Around one in five of the 22 million 999 calls made each year is a hoax or false alarm. People ring emergency lines because they are lost, or want someone to talk to, or have run out of cigarettes. A few individuals may make 15, 20, even dozens of calls. And during the school holidays, the problem increases quite markedly.

Since the emergency services have a duty to turn out however unbelievable the summons, someone should tell today's children about the latest BT technology, which enables emergency services to source all calls made via the BT operator and to record details, even if they are cut off mid- conversation. By this means, the police can increasingly trace nuisance callers.

Some calls made by children are frighteningly convincing, such as that to Samaritans by little "Rachel", reportedly aged four, of west London, who took the phone from her mother "Mary" to claim "Mummy is lying on the floor bleeding. I can't wake her. I think she's dead." When police traced the call and rushed to the address, they found no Mary and no Rachel.

Not all child callers are guilty of mischief and malice, of course. When Alan Docherty, aged two, from Fife, rang the police over Christmas to say he wanted a fire engine and a police car, he had simply got his wires crossed: he thought he was on the line to Santa Claus and was quite reasonably placing his order.

Then there was the five-year-old girl from Liverpool who saved her mother's life by dialling 999 after she collapsed.

Malicious calls are made to private numbers, as well as to the emergency and caring services. In 1994, reported nuisance calls to BT customers were running at around 60,000 a month - 60 per cent silent, 15 per cent obscene, 15 per cent threatening or abusive, and 10 per cent hoaxes or pranks. Thanks to introduction of the caller display and call-return services, however, whereby customers can see the number of the person calling before they pick up the phone, or can ring the exchange and hear who last called, the phone pest could be as much a thing of the past as party lines and Button B. In the year to November 1995, more than a million calls to 65,000 customers were traced at the request of police, resulting in 2,800 prosecutions or cautions.

It is troubling to think that some people out there think the hoax call - or hoax letter - is funny. Few of us would be entertained by the tale of John Rowntree, who received a letter on House of Commons notepaper, informing him that he was to receive an OBE. Mr Rowntree was thrilled to be able to tell his disabled, 86-year-old mother of his achievement - bitterly hurt and disappointed to learn that the letter was a spoof. And one must sympathise with the family of Flo Roberts, who read spoof obituaries of her, circulated on Tory party headed paper and picked up by two local newspapers, which said that she was a life-long Celtic fan and keen potholer.
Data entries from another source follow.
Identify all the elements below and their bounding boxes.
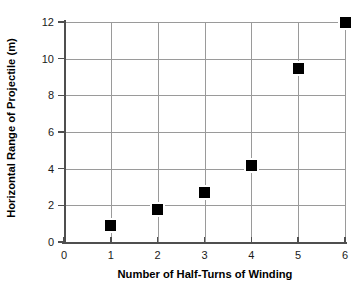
- gridline-vertical: [111, 22, 112, 242]
- x-tick-mark: [251, 237, 252, 243]
- x-axis-title: Number of Half-Turns of Winding: [64, 268, 346, 280]
- x-tick-mark: [344, 237, 345, 243]
- y-tick-label: 6: [32, 126, 54, 138]
- x-tick-label: 2: [148, 249, 168, 261]
- gridline-vertical: [205, 22, 206, 242]
- y-axis-line: [64, 20, 66, 244]
- y-tick-label: 12: [32, 16, 54, 28]
- y-axis-title-container: Horizontal Range of Projectile (m): [0, 0, 22, 255]
- data-point-marker: [150, 202, 165, 217]
- gridline-vertical: [251, 22, 252, 242]
- x-tick-label: 6: [335, 249, 355, 261]
- gridline-vertical: [298, 22, 299, 242]
- x-tick-label: 4: [241, 249, 261, 261]
- gridline-vertical: [345, 22, 346, 242]
- x-tick-label: 3: [195, 249, 215, 261]
- x-tick-label: 0: [54, 249, 74, 261]
- y-tick-mark: [58, 205, 64, 206]
- x-tick-mark: [157, 237, 158, 243]
- y-tick-label: 8: [32, 89, 54, 101]
- plot-area: [64, 22, 345, 242]
- y-tick-mark: [58, 131, 64, 132]
- x-tick-mark: [204, 237, 205, 243]
- data-point-marker: [244, 158, 259, 173]
- y-tick-mark: [58, 95, 64, 96]
- y-axis-title: Horizontal Range of Projectile (m): [5, 38, 17, 218]
- x-tick-label: 1: [101, 249, 121, 261]
- y-tick-label: 2: [32, 199, 54, 211]
- data-point-marker: [197, 185, 212, 200]
- y-tick-mark: [58, 58, 64, 59]
- y-tick-mark: [58, 168, 64, 169]
- x-tick-mark: [297, 237, 298, 243]
- scatter-chart: Horizontal Range of Projectile (m) 02468…: [0, 0, 364, 295]
- y-tick-label: 10: [32, 53, 54, 65]
- y-tick-label: 4: [32, 163, 54, 175]
- y-tick-mark: [58, 21, 64, 22]
- data-point-marker: [338, 15, 353, 30]
- data-point-marker: [291, 61, 306, 76]
- x-tick-mark: [63, 237, 64, 243]
- x-tick-label: 5: [288, 249, 308, 261]
- y-tick-label: 0: [32, 236, 54, 248]
- data-point-marker: [103, 218, 118, 233]
- x-tick-mark: [110, 237, 111, 243]
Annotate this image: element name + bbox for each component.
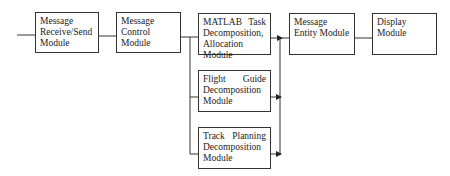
- node-label: Flight Guide Decomposition Module: [203, 74, 266, 107]
- message-entity-module: Message Entity Module: [289, 13, 355, 55]
- node-label: Track Planning Decomposition Module: [203, 131, 266, 164]
- track-planning-decomposition-module: Track Planning Decomposition Module: [198, 127, 271, 169]
- node-label: Message Entity Module: [294, 17, 350, 39]
- node-label: Message Control Module: [121, 16, 176, 49]
- matlab-task-decomposition-allocation-module: MATLAB Task Decomposition, Allocation Mo…: [198, 13, 271, 55]
- node-label: Display Module: [377, 17, 432, 39]
- message-control-module: Message Control Module: [116, 12, 181, 53]
- flight-guide-decomposition-module: Flight Guide Decomposition Module: [198, 70, 271, 112]
- message-receive-send-module: Message Receive/Send Module: [35, 12, 99, 53]
- node-label: Message Receive/Send Module: [40, 16, 94, 49]
- display-module: Display Module: [372, 13, 437, 55]
- node-label: MATLAB Task Decomposition, Allocation Mo…: [203, 17, 266, 61]
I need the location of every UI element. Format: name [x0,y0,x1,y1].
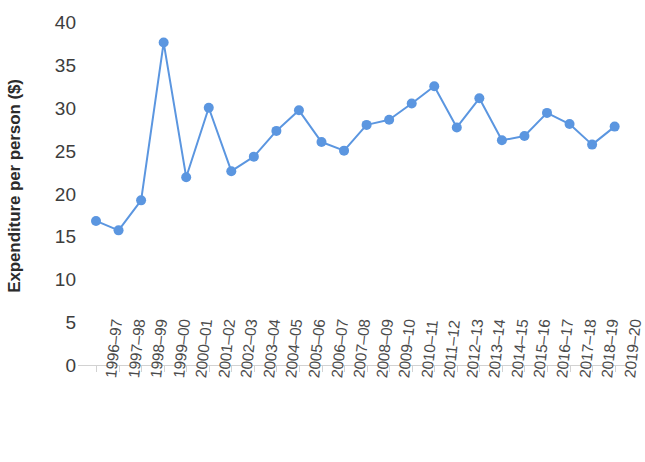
data-point [226,166,236,176]
y-axis-title-text: Expenditure per person ($) [5,79,25,293]
data-point [497,135,507,145]
series-line [96,43,615,231]
data-point [159,38,169,48]
data-point [204,103,214,113]
data-point [429,81,439,91]
y-tick-label: 10 [32,270,76,289]
data-point [519,131,529,141]
data-point [474,93,484,103]
data-point [249,152,259,162]
data-point [91,216,101,226]
data-point [362,120,372,130]
y-tick-label: 20 [32,184,76,203]
y-tick-label: 5 [32,313,76,332]
data-point [407,98,417,108]
y-axis-title: Expenditure per person ($) [0,0,30,372]
data-point [114,225,124,235]
y-tick-label: 25 [32,141,76,160]
data-point [181,172,191,182]
data-point [587,140,597,150]
data-point [452,122,462,132]
data-point [384,115,394,125]
data-point [271,126,281,136]
y-tick-label: 15 [32,227,76,246]
y-axis-tick-labels: 0510152025303540 [28,0,76,380]
x-axis-tick-labels: 1996–971997–981998–991999–002000–012001–… [84,377,627,462]
y-tick-label: 35 [32,55,76,74]
y-tick-label: 40 [32,13,76,32]
x-tick-mark [96,365,97,372]
data-point [610,122,620,132]
data-point [136,195,146,205]
y-tick-label: 30 [32,98,76,117]
data-point [339,146,349,156]
plot-area [84,0,627,372]
data-point [317,137,327,147]
series-plot [84,0,627,372]
data-point [565,119,575,129]
y-tick-label: 0 [32,356,76,375]
data-point [294,105,304,115]
data-point [542,108,552,118]
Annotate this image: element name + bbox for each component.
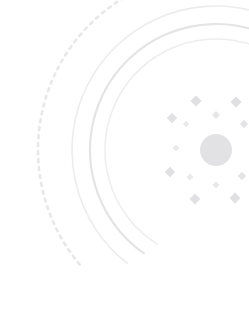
marker-nne-icon	[230, 96, 241, 107]
marker-w-icon	[173, 145, 180, 152]
marker-sse-icon	[230, 193, 241, 204]
marker-wnw-icon	[183, 121, 189, 127]
marker-ssw-icon	[190, 194, 201, 205]
marker-ene-icon	[240, 120, 248, 128]
marker-wsw-icon	[165, 167, 175, 177]
marker-n-icon	[212, 111, 220, 119]
ring-2-solid	[72, 6, 249, 263]
rings-layer	[38, 0, 249, 264]
marker-nw-icon	[167, 113, 177, 123]
marker-s-icon	[212, 181, 219, 188]
marker-nnw-icon	[190, 95, 201, 106]
marker-sw-icon	[187, 174, 194, 181]
marker-ese-icon	[238, 172, 246, 180]
core-disc	[200, 134, 232, 166]
concentric-radar-graphic	[0, 0, 249, 327]
core-layer	[200, 134, 232, 166]
graphic-canvas	[0, 0, 249, 327]
ring-1-dashed	[38, 0, 222, 264]
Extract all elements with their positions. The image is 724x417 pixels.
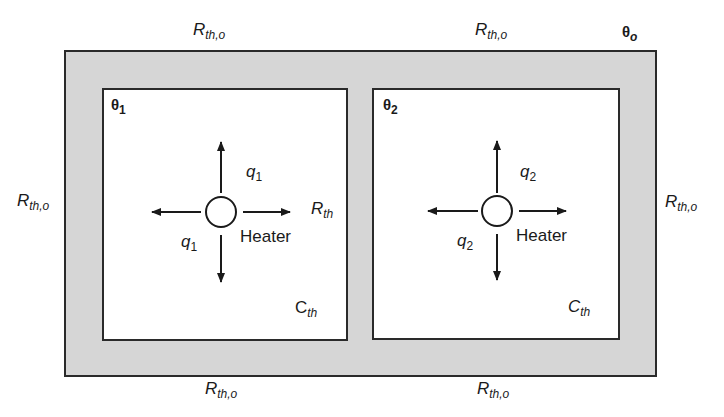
label-theta-2: θ2 [383,96,398,117]
label-rth-inner: Rth [311,199,333,221]
label-cth-2: Cth [568,297,590,319]
label-q1-top: q1 [246,162,262,184]
label-theta-1: θ1 [111,96,126,117]
label-heater-2: Heater [516,226,567,246]
label-rth-o-bottom-left: Rth,o [205,379,237,401]
heat-flow-arrows [0,0,724,417]
label-rth-o-bottom-right: Rth,o [477,379,509,401]
label-heater-1: Heater [240,227,291,247]
label-rth-o-right: Rth,o [665,192,697,214]
label-rth-o-left: Rth,o [17,191,49,213]
heater-2-icon [428,141,566,280]
label-q2-top: q2 [520,162,536,184]
label-cth-1: Cth [295,298,317,320]
label-ambient-temp: θo [622,23,637,44]
label-rth-o-top-right: Rth,o [475,20,507,42]
label-q1-bottom: q1 [181,232,197,254]
label-rth-o-top-left: Rth,o [193,20,225,42]
heater-1-icon [152,142,290,282]
label-q2-bottom: q2 [457,231,473,253]
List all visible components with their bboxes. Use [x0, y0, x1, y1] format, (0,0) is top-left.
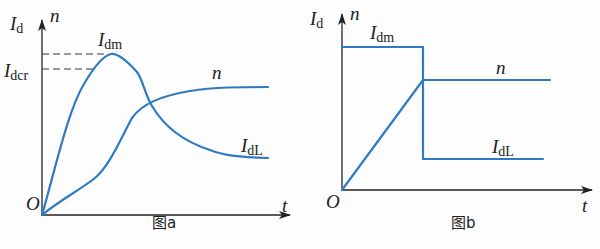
- y-axis-n-label-a: n: [50, 5, 60, 26]
- diagram-canvas: Id n Idm Idcr n IdL O t 图a Id n Idm n Id…: [0, 0, 600, 249]
- figure-a: Id n Idm Idcr n IdL O t 图a: [3, 5, 290, 232]
- idm-label-b: Idm: [369, 22, 394, 45]
- idl-label-a: IdL: [240, 135, 263, 158]
- n-curve-a: [42, 87, 268, 215]
- y-axis-label-b: Id: [309, 8, 323, 31]
- idl-label-b: IdL: [491, 136, 514, 159]
- x-axis-label-b: t: [582, 195, 588, 216]
- y-axis-label-a: Id: [9, 13, 23, 36]
- origin-label-b: O: [326, 191, 340, 212]
- idm-label-a: Idm: [97, 29, 122, 52]
- caption-b: 图b: [451, 214, 476, 232]
- x-axis-label-a: t: [282, 195, 288, 216]
- idcr-label-a: Idcr: [3, 60, 29, 83]
- origin-label-a: O: [26, 193, 40, 214]
- y-axis-n-label-b: n: [350, 3, 360, 24]
- n-curve-b: [342, 80, 550, 190]
- n-label-b: n: [496, 57, 506, 78]
- caption-a: 图a: [152, 214, 176, 232]
- figure-b: Id n Idm n IdL O t 图b: [309, 3, 592, 232]
- n-label-a: n: [212, 62, 222, 83]
- id-curve-b: [342, 47, 543, 159]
There is a world of difference, isn't there, between the elegant hoax and the cruel wind-up. The Piltdown Man deserves his place in hoax history, along with "Count" Victor Lustig who twice sold the Eiffel Tower to scrap- metal merchants, and Count Cagliostro, who convinced 18th-century society that he was 18,000 years old (he attributed his longevity to the "wines of Egypt" and to body purges).

They knew how to hoax us, those old counts. These days we have Jeremy Beadle, "the most hated man in Britain", and his crew, smashing up a lady pensioner's beloved car here, dumping lorryloads of manure on a man's garden there. Or we did. Tired of having piles of manure dumped upon it, the viewing public has been reaching for the "off" button, and Beadle is no longer About.

Perhaps children today, influenced by TV, can be forgiven for thinking it's richly amusing to wind up the police and Fire Brigade; it must seem to them, after all, highly humorous, in the Beadle vein.What is more worrying is that people's friends and families, grown adults, loved ones, have been complicit in these excruciating teases. Now, that is cruel.